Lies, Damn Lies, and Statistics

Amazing how a 15% market share growth in five weeks can be interpreted as bad news

If Firefox was growing linearly, the percentage growth over constant time would be expected to decrease as the installed base got bigger. If the percentage value was maintained, we’d in fact be growing exponentially. The truth is probably somewhere between the two.

7 thoughts on “Lies, Damn Lies, and Statistics

  1. Well yeah, but Firefox is growing at something around that rate is old news. Firefox growth slowing is a different news story, and therefore more likely to get picked up. If you’re doing regular press releases about stats (as websidestory are), you have to say something different each time.

  2. on Onestat:

    4. Netscape (1.11 %)
    5. Opera (1.09 %)

    Netscape usage higher than Opera O_o; damn, that’s quite a kick in the teeth for Opera – that they can be beaten by a POS like NS >_

  3. If you number-crunch their stats *without* assuming exponential growth, you get steady linear growth from early december to late february, albeit at a lower rate than in november (but then, november had 1.0 and a big publicity push)

    My numbers are here.

  4. It depends on whether the browser market is a closed system or not.

    If we have an open system and IE’s number of users stays constant, then firefox’s browser marketshare would be x/(x+a) where “x” is firefox’s number of users and “a” is IE’s number of users. It’s clear that each new marketshare percentage point corresponds to more actual users than the last, so you would expect the percentage growth rate to drop.

    (it is also worth noting that the growth will have to stop at some point — if IE has a fixed number of users, Firefox would never be able to reach 100%, no matter how many users it had).

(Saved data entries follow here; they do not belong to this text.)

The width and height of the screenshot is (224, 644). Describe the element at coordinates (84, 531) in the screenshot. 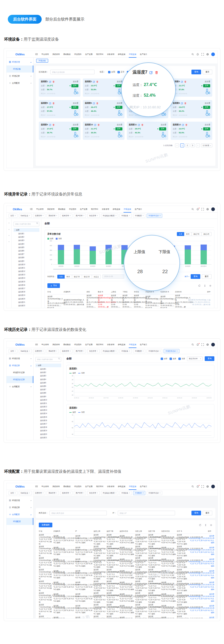

I see `table-header-cell: IP` at that location.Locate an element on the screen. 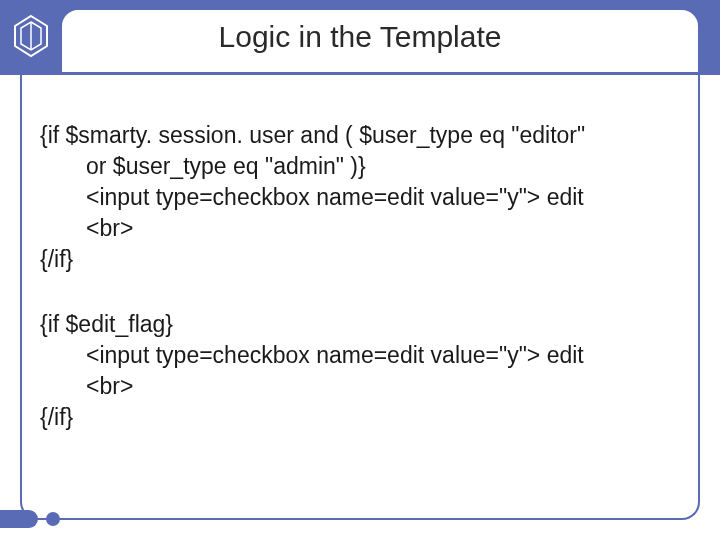 The width and height of the screenshot is (720, 540). code-line: {if $smarty. session. user and ( $user_t… is located at coordinates (365, 136).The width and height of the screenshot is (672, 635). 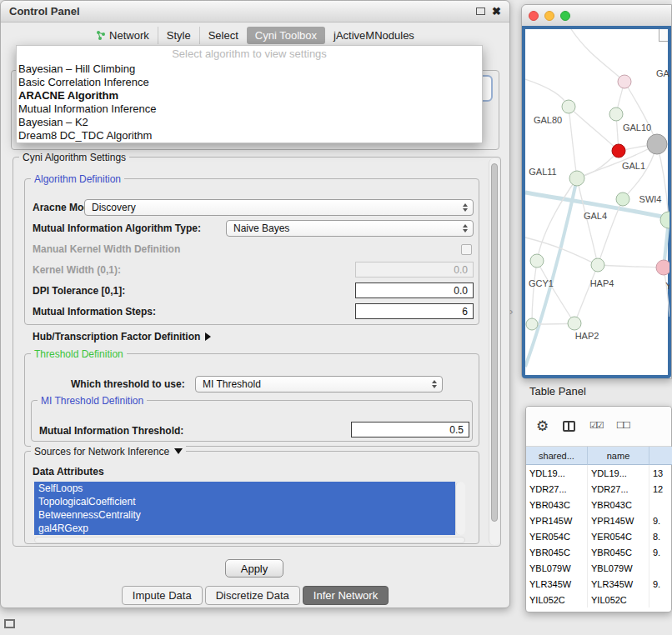 I want to click on attribute-list-item: gal4RGexp, so click(x=245, y=528).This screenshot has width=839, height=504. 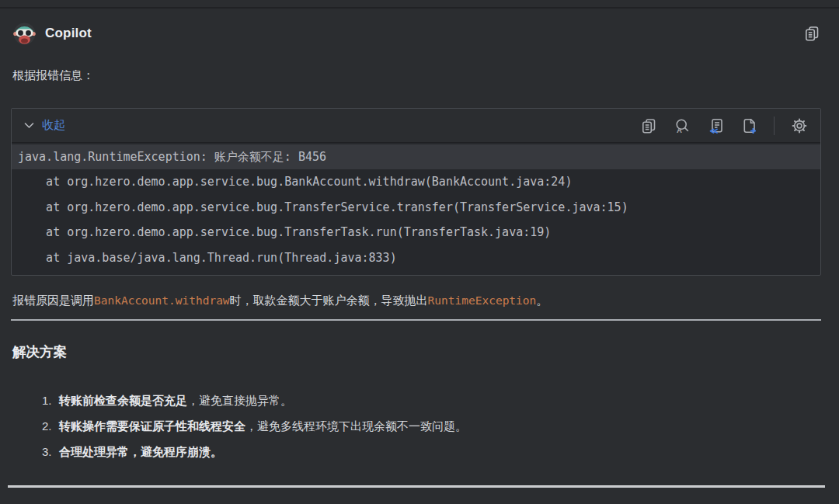 I want to click on inline-code-exception: RuntimeException, so click(x=482, y=301).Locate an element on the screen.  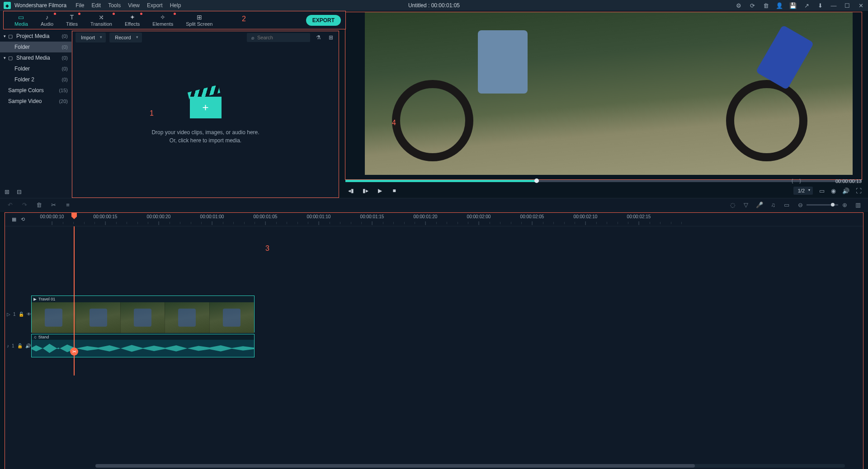
import-dropdown: Import is located at coordinates (90, 38).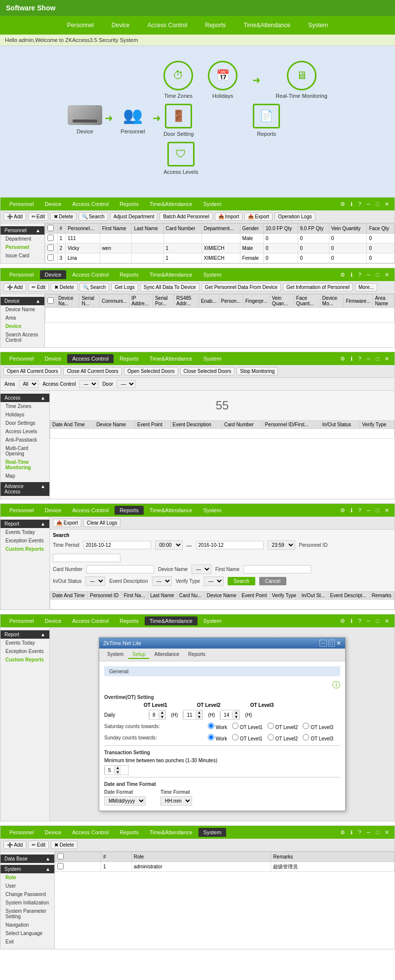  Describe the element at coordinates (25, 660) in the screenshot. I see `sidebar-ta-custom: Custom Reports` at that location.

    Now if you consider the browser marketplace as a closed system, then every new Firefox user corresponds to one less user for another browser. In this case, a slowdown in growth of marketshare would correspond to a slowdown in growth of users.

    Without knowing the details, it is a bit hard to tell which model is correct. You’d need to know if the number of web browser users is changing or not.

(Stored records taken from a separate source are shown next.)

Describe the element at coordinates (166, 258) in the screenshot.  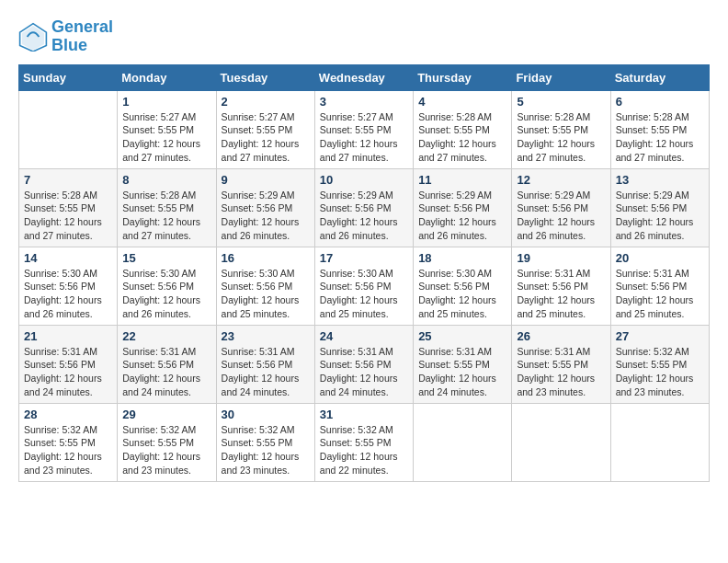
I see `day-number: 15` at that location.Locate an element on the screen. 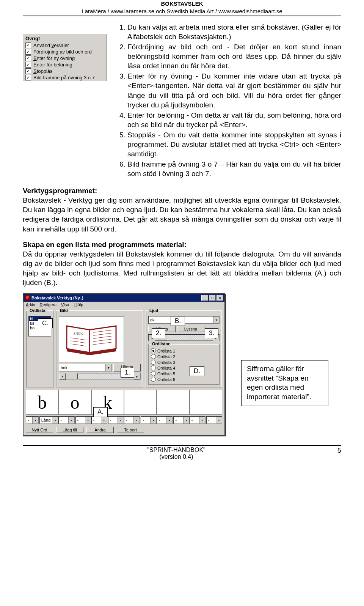 Image resolution: width=364 pixels, height=606 pixels. ordlista-radio: Ordlista 2 is located at coordinates (184, 357). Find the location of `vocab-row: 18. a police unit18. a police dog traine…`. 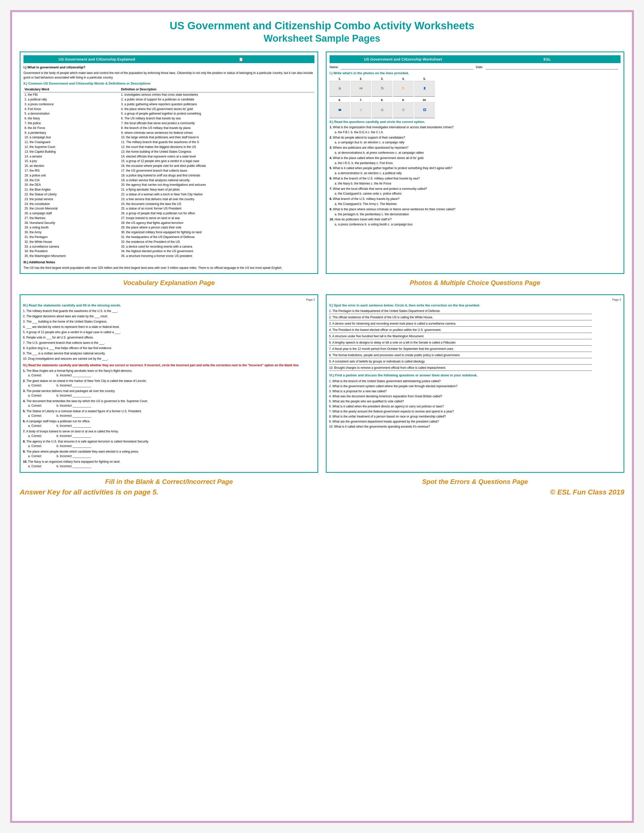

vocab-row: 18. a police unit18. a police dog traine… is located at coordinates (169, 175).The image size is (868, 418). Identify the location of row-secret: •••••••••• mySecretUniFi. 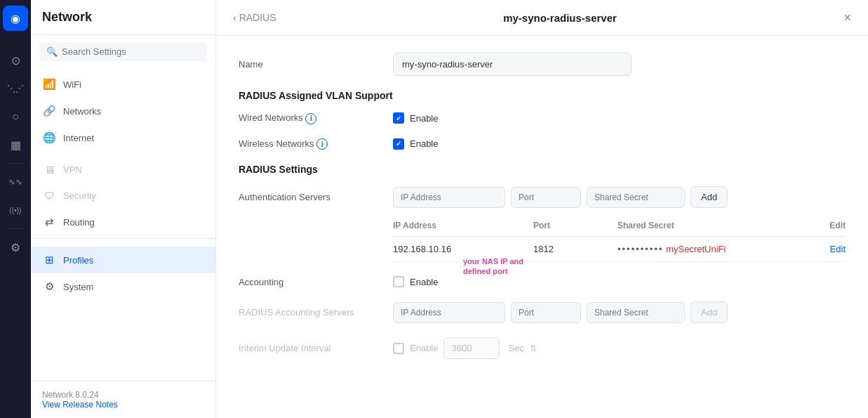
(703, 249).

  5. James: Globally, it’s open. The number of internet users in the US and some parts of western europe has (more-or-less) stabilised, but its still growing everywhere else in the world. What I’d really love to see would be some sensible browser stats out of (say) India or China.

    In terms of growth rates, however: go read my piece – I calculated their growth percentages from their market share figures, and the formulae they are using have a built-in assumption of exponential growth. To them, growth from 4% to 5% (25% growth) is slower than from 3% to 4% (33% growth) in a similar period. Except their periods aren’t that similar, either.

    On their figures, firefox’s market share grew at an average of 0.021% per day from December to February.